The Unreasonable Effectiveness of Mathematics in the Natural Sciences

[1][2] In it, Wigner observes that a theoretical physics's mathematical structure often points the way to further advances in that theory and to empirical predictions.

He writes: "It is important to point out that the mathematical formulation of the physicist's often crude experience leads in an uncanny number of cases to an amazingly accurate description of a large class of phenomena.

"[3] He adds that the observation "the laws of nature are written in the language of mathematics," properly made by Galileo three hundred years ago, "is now truer than ever before."

Originally used to model freely falling bodies on the surface of the Earth, this law was extended based on what Wigner terms "very scanty observations"[3] to describe the motion of the planets, where it "has proved accurate beyond all reasonable expectations.

Born, Jordan, and Heisenberg then proposed to replace by matrices the position and momentum variables of the equations of classical mechanics.

But Wolfgang Pauli found their work accurately described the hydrogen atom: "This application gave results in agreement with experience."

The equations also describe radio waves, discovered by David Edward Hughes in 1879, around the time of James Clerk Maxwell's death.

The responses the thesis received include: Mathematician and Turing Award laureate Richard Hamming reflected on and extended Wigner's Unreasonable Effectiveness in 1980, discussing four "partial explanations" for it,[5] and concluding that they were unsatisfactory.

The earliest lifeforms must have contained the seeds of the human ability to create and follow long chains of close reasoning.

[8][15] This theory, referred to as the mathematical universe hypothesis, mirrors ideas previously advanced by Peter Atkins.

Ivor Grattan-Guinness found the effectiveness in question eminently reasonable and explicable in terms of concepts such as analogy, generalization, and metaphor.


What you should do.
Check each line below for the word "effect", and copy those that have it.

Source records.

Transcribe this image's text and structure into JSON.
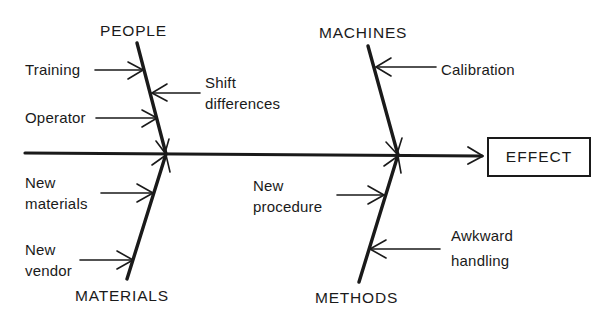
{
  "diagram": {
    "type": "fishbone (cause-and-effect)",
    "effect": "EFFECT",
    "stroke_color": "#1a1a1a",
    "categories": [
      {
        "name": "PEOPLE",
        "position": "top-left",
        "causes": [
          {
            "label": "Training",
            "lines": [
              "Training"
            ],
            "side": "left"
          },
          {
            "label": "Shift differences",
            "lines": [
              "Shift",
              "differences"
            ],
            "side": "right"
          },
          {
            "label": "Operator",
            "lines": [
              "Operator"
            ],
            "side": "left"
          }
        ]
      },
      {
        "name": "MACHINES",
        "position": "top-right",
        "causes": [
          {
            "label": "Calibration",
            "lines": [
              "Calibration"
            ],
            "side": "right"
          }
        ]
      },
      {
        "name": "MATERIALS",
        "position": "bottom-left",
        "causes": [
          {
            "label": "New materials",
            "lines": [
              "New",
              "materials"
            ],
            "side": "left"
          },
          {
            "label": "New vendor",
            "lines": [
              "New",
              "vendor"
            ],
            "side": "left"
          }
        ]
      },
      {
        "name": "METHODS",
        "position": "bottom-right",
        "causes": [
          {
            "label": "New procedure",
            "lines": [
              "New",
              "procedure"
            ],
            "side": "left"
          },
          {
            "label": "Awkward handling",
            "lines": [
              "Awkward",
              "handling"
            ],
            "side": "right"
          }
        ]
      }
    ]
  }
}
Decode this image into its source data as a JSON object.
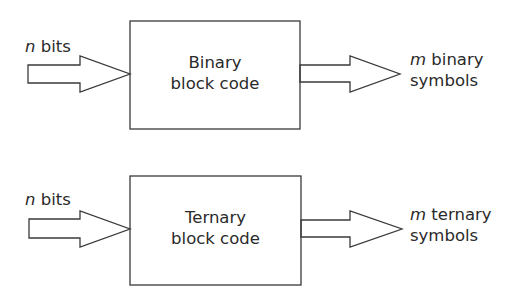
{
  "diagrams": [
    {
      "input": {
        "var": "n",
        "text": " bits"
      },
      "block": {
        "line1": "Binary",
        "line2": "block code"
      },
      "output": {
        "var": "m",
        "line1_text": " binary",
        "line2": "symbols"
      }
    },
    {
      "input": {
        "var": "n",
        "text": " bits"
      },
      "block": {
        "line1": "Ternary",
        "line2": "block code"
      },
      "output": {
        "var": "m",
        "line1_text": " ternary",
        "line2": "symbols"
      }
    }
  ],
  "colors": {
    "stroke": "#3a3a3a",
    "text": "#2a2a2a",
    "background": "#ffffff"
  }
}
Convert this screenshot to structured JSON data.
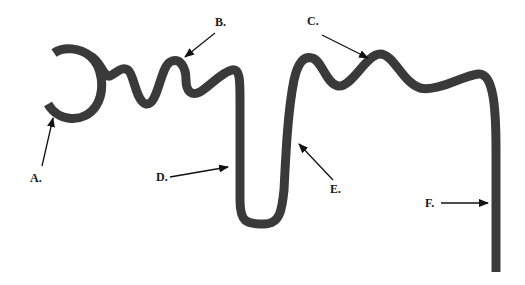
{
  "diagram": {
    "type": "nephron-tubule-labeled",
    "stroke_color": "#3a3a3a",
    "labels": [
      {
        "id": "A",
        "text": "A."
      },
      {
        "id": "B",
        "text": "B."
      },
      {
        "id": "C",
        "text": "C."
      },
      {
        "id": "D",
        "text": "D."
      },
      {
        "id": "E",
        "text": "E."
      },
      {
        "id": "F",
        "text": "F."
      }
    ]
  }
}
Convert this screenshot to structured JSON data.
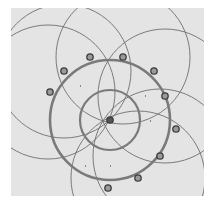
{
  "figure": {
    "background": "#e4e4e4",
    "line_color": "#6e6e6e",
    "thick_color": "#7a7a7a",
    "marker_fill": "#9a9a9a",
    "marker_stroke": "#3c3c3c",
    "center": {
      "x": 110,
      "y": 120
    },
    "main_circle": {
      "r": 60
    },
    "inner_circle": {
      "r": 30
    },
    "thin_circles": [
      {
        "cx": 64,
        "cy": 71,
        "r": 67
      },
      {
        "cx": 123,
        "cy": 57,
        "r": 67
      },
      {
        "cx": 165,
        "cy": 96,
        "r": 67
      },
      {
        "cx": 48,
        "cy": 92,
        "r": 67
      },
      {
        "cx": 160,
        "cy": 156,
        "r": 67
      },
      {
        "cx": 138,
        "cy": 178,
        "r": 67
      }
    ],
    "markers": [
      {
        "x": 90,
        "y": 57
      },
      {
        "x": 123,
        "y": 57
      },
      {
        "x": 154,
        "y": 71
      },
      {
        "x": 64,
        "y": 71
      },
      {
        "x": 50,
        "y": 92
      },
      {
        "x": 165,
        "y": 96
      },
      {
        "x": 176,
        "y": 129
      },
      {
        "x": 160,
        "y": 156
      },
      {
        "x": 138,
        "y": 178
      },
      {
        "x": 108,
        "y": 188
      },
      {
        "x": 110,
        "y": 120
      }
    ],
    "specks": [
      {
        "x": 80,
        "y": 85
      },
      {
        "x": 150,
        "y": 120
      },
      {
        "x": 110,
        "y": 165
      },
      {
        "x": 85,
        "y": 165
      },
      {
        "x": 145,
        "y": 95
      }
    ]
  }
}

Answer to this problem.
    "type": "fishbone (cause-and-effect)",
    "effect": "EFFECT",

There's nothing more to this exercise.